▶ What is being asked: From the line that contains "Describe the element at coordinates (643, 69)" through the end of the records below, write out each line exactly as it appears, but not the pictures.

▶ Information given:

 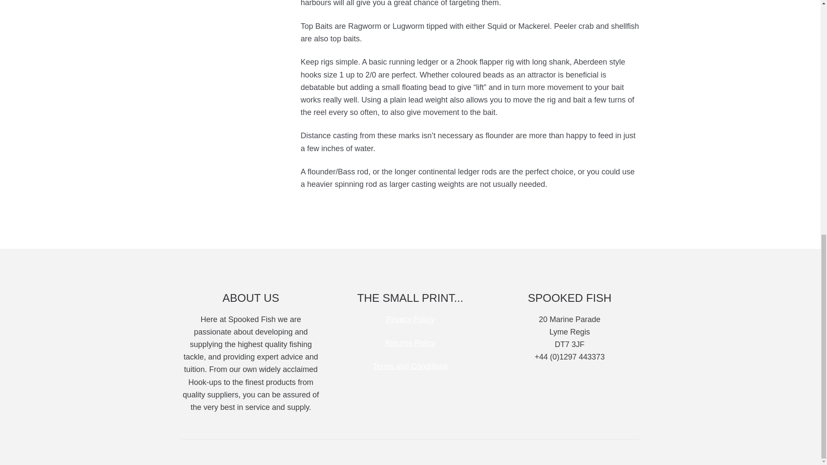 What do you see at coordinates (410, 366) in the screenshot?
I see `Terms and Conditions` at bounding box center [410, 366].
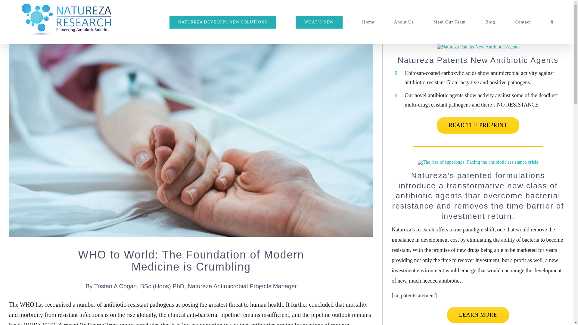  I want to click on NATUREZA DEVELOPS NEW SOLUTIONS, so click(223, 22).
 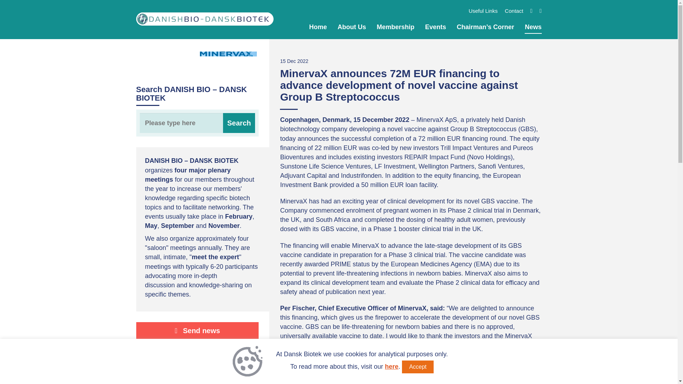 I want to click on Contact, so click(x=514, y=11).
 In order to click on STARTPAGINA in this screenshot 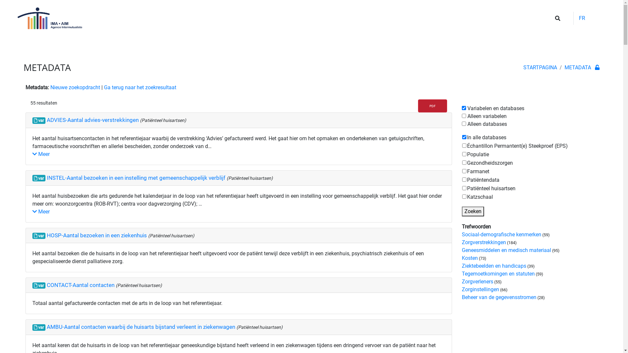, I will do `click(540, 67)`.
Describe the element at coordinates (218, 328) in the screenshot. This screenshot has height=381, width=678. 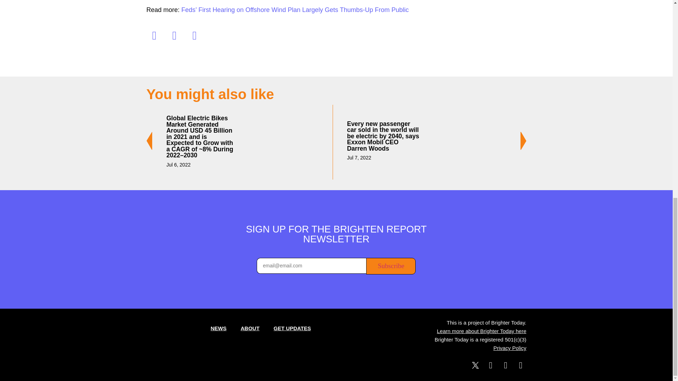
I see `NEWS` at that location.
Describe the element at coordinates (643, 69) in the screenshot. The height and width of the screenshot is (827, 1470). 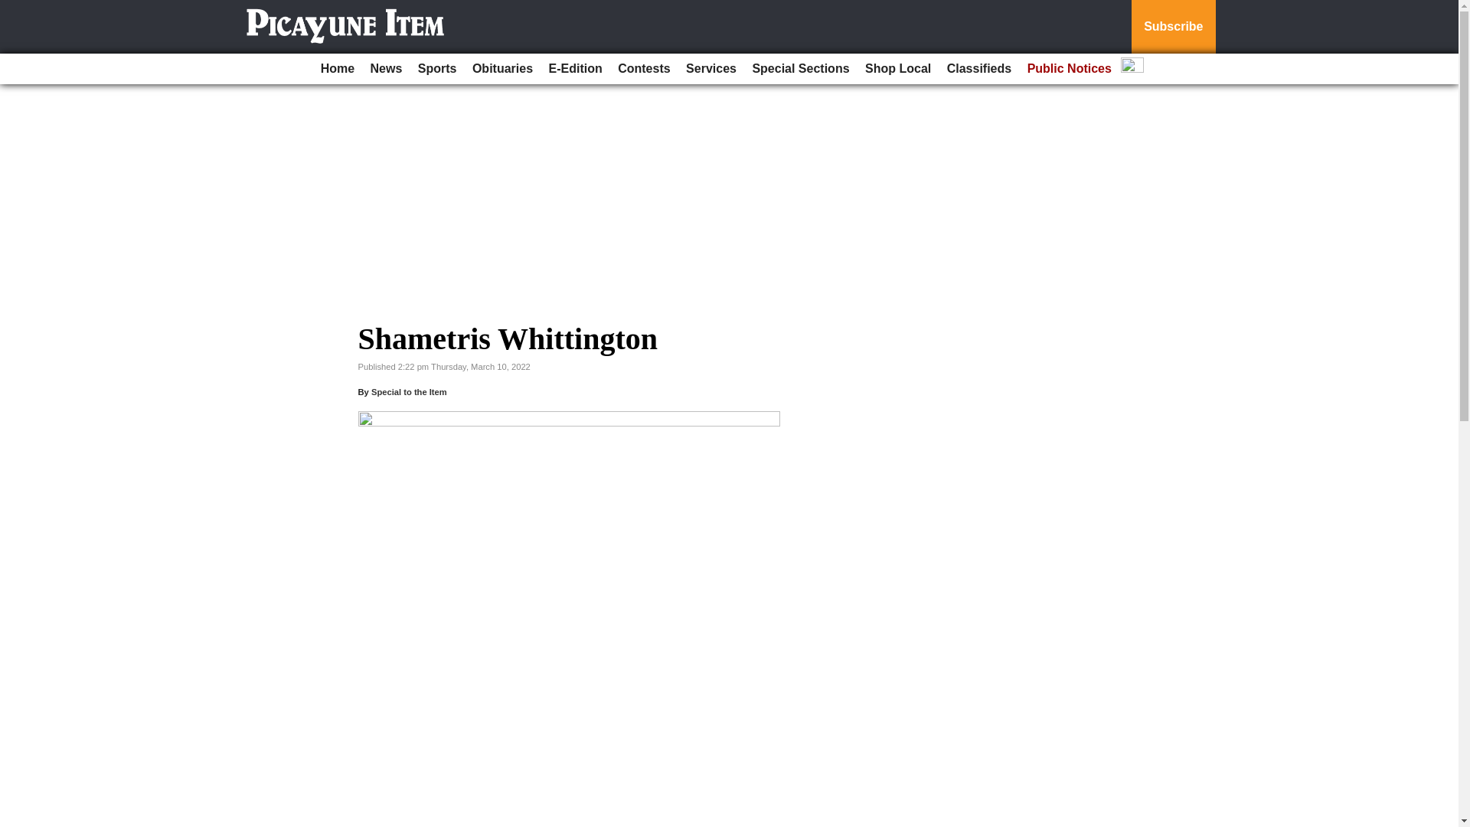
I see `Contests` at that location.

▶ Exercise output:
Describe the element at coordinates (643, 69) in the screenshot. The height and width of the screenshot is (827, 1470). 
I see `Contests` at that location.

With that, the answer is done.